The fallacies of neoliberalism

Moses Khisa

What you need to know:

The so called ‘control model’ did not start in 1970 with Obote’s ‘move to the left’, as Ggoobi asserts

I chanced on a text for a lecture at Makerere University in memory of Emmanuel Tumusiime-Mutebile, the late long time governor of the Bank of Uganda (BoU). The speaker was Mr Ramathan Ggoobi, Permanent Secretary (Ministry of Finance) and Secretary to the Treasury (PSST).

A PSST is arguably the most important and consequential government bureaucrat. Three previous successive holders of that office came through the ranks and were very well-schooled and deeply committed to neoliberalism – the ideology that adamantly insists free markets are self-regulating and are the best form of economic engagement, and that the government must be a mere night-watchman with no direct and active role. A state-owned business is bad business.

Dr Ezra Suruma fought a losing battle against neoliberal received wisdom, firmly buttressed by the International Monetary Fund and the World Bank. When he became Finance minister in 2005, Dr Suruma had in his corner Gen Salim Saleh as state minister. Both were sacked in 2009.

Saleh had long-running battles with the Ministry of Finance and the Treasury, and last year appeared to have scored a major victory when his protégé, Mr Ggoobi, was astonishingly named PSST, a position for which he had neither the requisite experience nor specialised training.

For years, Ggoobi had vended ideas that challenged the economic orthodoxy of BoU under Mutebile and the Treasury under Mutebile’s understudy, Keith Muhakanizi. Ggoobi’s ideas were aligned with those of his godfather, Gen Saleh, who also happens to be the second most powerful person in Uganda.

But if Ggoobi’s views as expressed in the Makerere University lecture in memory of Mutebile represent his current thinking, he has undergone extraordinary transformation barely a year since he become the chief economic technocrat and abandoned the business of preaching ‘economics that works’ (on radio and TV talkshows, and perhaps in the lecture rooms of Makerere University Business School where he was a lecturer).

There has always been a group of economic and political actors in Museveni’s ruling circle who strongly objected to the conservative and orthodoxy economic policies of Mutebile. In fact, a key member of this group, Dr Suruma, went as far as referring to the Bank of Uganda under Mr Mutebile as the number one neo-colonial agency in Uganda!

It is instructive that Saleh’s protégé, Mr Ggoobi, sees Mutebile in very glowing terms. In his Mutebile memorial lecture, Ggoobi rehashes the language of neoliberalism in ways that would have greatly impressed the late Mutebile and must definitely be very welcome to the IMF and the World Bank folks who maintain a hold on the thinking that undergird Uganda’s economic policy decision-making.

There are some misleading if not entirely false claims of the neoliberal orthodoxy that Mr Ggoobi has quickly imbibed, or at a minimum is now forced to embrace by virtue of being in charge of the Treasury in a country under the heavy influence of the IMF and World Bank.

The core fallacy is the insistence that it’s bad policy for the government to intervene (or interfere with free markets) during hard economic times as Uganda is experiencing now. Fuel prices have shot through the roof, and the neoliberal orthodoxy dictates that government cannot do anything to mitigate the situation because the causes are external and will autocorrect with time in line with market dynamics.

Today, the dollar price of petro in Uganda is almost twice that in the US yet in the latter country, which is the headquarters of neoliberalism and the ‘free’ markets ideology, the government was compelled to release a huge supply of gasoline from strategic reserves onto the market to arrest runaway pump prices.

Mr Ggoobi conveniently blames today’s economic hardships in Uganda on purely external factors but has no problem attributing the economic difficulties of the 1970s and 1980s to what he calls the ‘control model’ of economic management adopted by the Amin and Obote governments.

The so called ‘control model’ did not start in 1970 with Obote’s ‘move to the left’, as Ggoobi asserts.

Uganda’s economic policy approach throughout the 1960s had the state at the centre of a lot of economic activity, with impressive results. This was the case in other African states under the general strategy of import substitution industrialisation, commonly called ISI, which delivered the kind of growth that hasn’t happened under the era of neoliberalism.

The neoliberal choir at the Treasury, now led by Mr Ggoobi, sees no problem with granting goodies to revered foreign investors. They see it as good economics when the government commits to foot the tax bill for a foreign investor, in addition to free land and a quasi-monopoly status in the coffee sector, but bad economics to extend a fuel subsidy or cut the taxes to ease people’s pain at the pump.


▶ [Task description] Using the records that follow, tally the lines containing the word "minutes" and state only the count.

▶ [Given information]
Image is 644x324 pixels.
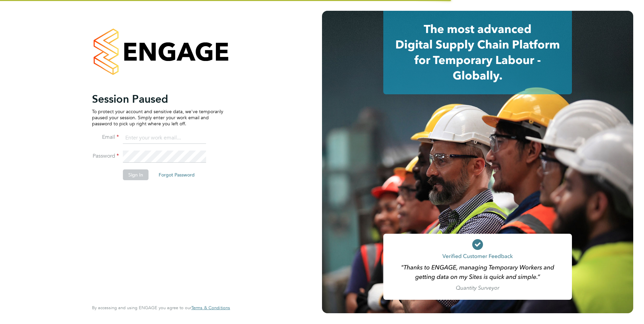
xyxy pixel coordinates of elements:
button: Sign In [123,169,148,180]
h2: Session Paused [92,93,223,106]
button: Forgot Password [153,169,200,180]
a: Terms & Conditions [191,305,230,310]
label: Email [92,133,119,141]
label: Password [92,153,119,159]
input: Enter your work email... [123,131,206,144]
p: To protect your account and sensitive data, we've temporarily paused your session. Simply enter y... [92,108,223,127]
span: By accessing and using ENGAGE you agree to our [92,305,230,310]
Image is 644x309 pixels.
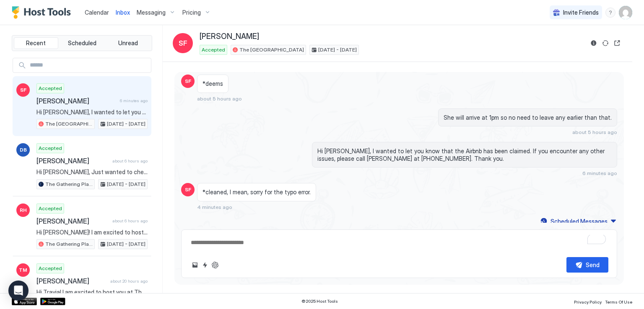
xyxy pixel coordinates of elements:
span: Terms Of Use [605,299,632,304]
input: Input Field [26,58,151,73]
button: Upload image [190,260,200,270]
button: Send [567,257,608,272]
button: ChatGPT Auto Reply [210,260,220,270]
span: Scheduled [68,39,96,47]
div: tab-group [12,35,152,51]
span: Hi [PERSON_NAME], I wanted to let you know that the Airbnb has been claimed. If you encounter any... [37,108,148,116]
a: Google Play Store [40,298,65,305]
a: Terms Of Use [605,297,632,306]
span: about 20 hours ago [110,278,148,284]
span: The [GEOGRAPHIC_DATA] [45,120,93,128]
div: Send [586,261,599,269]
span: SF [185,186,191,194]
span: [DATE] - [DATE] [318,46,357,53]
span: SF [20,86,26,94]
span: DB [20,146,27,154]
a: Privacy Policy [574,297,601,306]
a: App Store [12,298,37,305]
span: Messaging [137,9,166,16]
button: Recent [14,37,58,49]
span: Hi [PERSON_NAME], I wanted to let you know that the Airbnb has been claimed. If you encounter any... [318,147,612,162]
textarea: To enrich screen reader interactions, please activate Accessibility in Grammarly extension settings [190,235,608,250]
span: [PERSON_NAME] [37,157,109,165]
div: Open Intercom Messenger [9,281,28,301]
span: Recent [26,39,46,47]
button: Unread [106,37,150,49]
span: SF [185,77,191,85]
a: Inbox [116,8,130,17]
span: about 5 hours ago [572,129,617,135]
span: [PERSON_NAME] [37,277,107,285]
a: Calendar [85,8,109,17]
span: Accepted [39,264,62,272]
span: *deems [202,80,223,87]
span: Inbox [116,9,130,16]
span: 6 minutes ago [120,98,148,104]
span: Accepted [39,84,62,92]
span: Hi [PERSON_NAME]! I am excited to host you at The Gathering Place! LOCATION: [STREET_ADDRESS] KEY... [37,229,148,236]
span: *cleaned, I mean, sorry for the typo error. [202,188,311,196]
span: © 2025 Host Tools [301,298,338,304]
span: Calendar [85,9,109,16]
button: Quick reply [200,260,210,270]
span: Unread [118,39,138,47]
span: [PERSON_NAME] [37,217,109,225]
span: Hi Travia! I am excited to host you at The Gathering Place! LOCATION: [STREET_ADDRESS] KEY: There... [37,289,148,296]
span: Privacy Policy [574,299,601,304]
span: Pricing [182,9,201,16]
span: 6 minutes ago [582,170,617,176]
button: Scheduled [60,37,105,49]
span: She will arrive at 1pm so no need to leave any earlier than that. [444,114,612,121]
span: about 6 hours ago [112,158,148,164]
span: [DATE] - [DATE] [107,120,145,128]
span: The Gathering Place [45,240,93,248]
span: Accepted [39,205,62,212]
span: Accepted [39,144,62,152]
span: SF [179,38,187,48]
span: about 5 hours ago [197,96,242,102]
span: about 6 hours ago [112,218,148,224]
span: Hi [PERSON_NAME], Just wanted to check in and make sure you have everything you need? Hope you're... [37,169,148,176]
span: [PERSON_NAME] [37,97,116,105]
span: [DATE] - [DATE] [107,180,145,188]
span: RH [20,206,27,214]
button: Scheduled Messages [539,216,617,227]
span: [PERSON_NAME] [199,32,259,42]
span: The [GEOGRAPHIC_DATA] [239,46,304,53]
span: The Gathering Place [45,180,93,188]
span: Accepted [201,46,225,53]
span: 4 minutes ago [197,204,232,210]
div: Scheduled Messages [550,217,607,226]
span: TM [19,266,27,274]
span: [DATE] - [DATE] [107,240,145,248]
a: Host Tools Logo [12,6,75,19]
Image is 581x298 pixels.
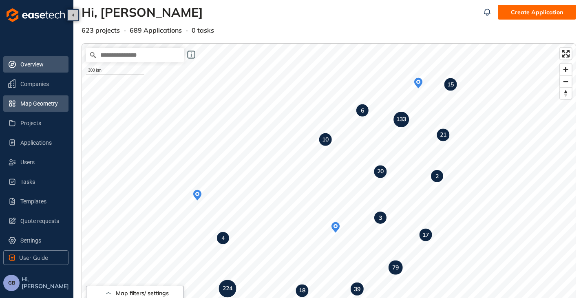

▶ [Response area] 3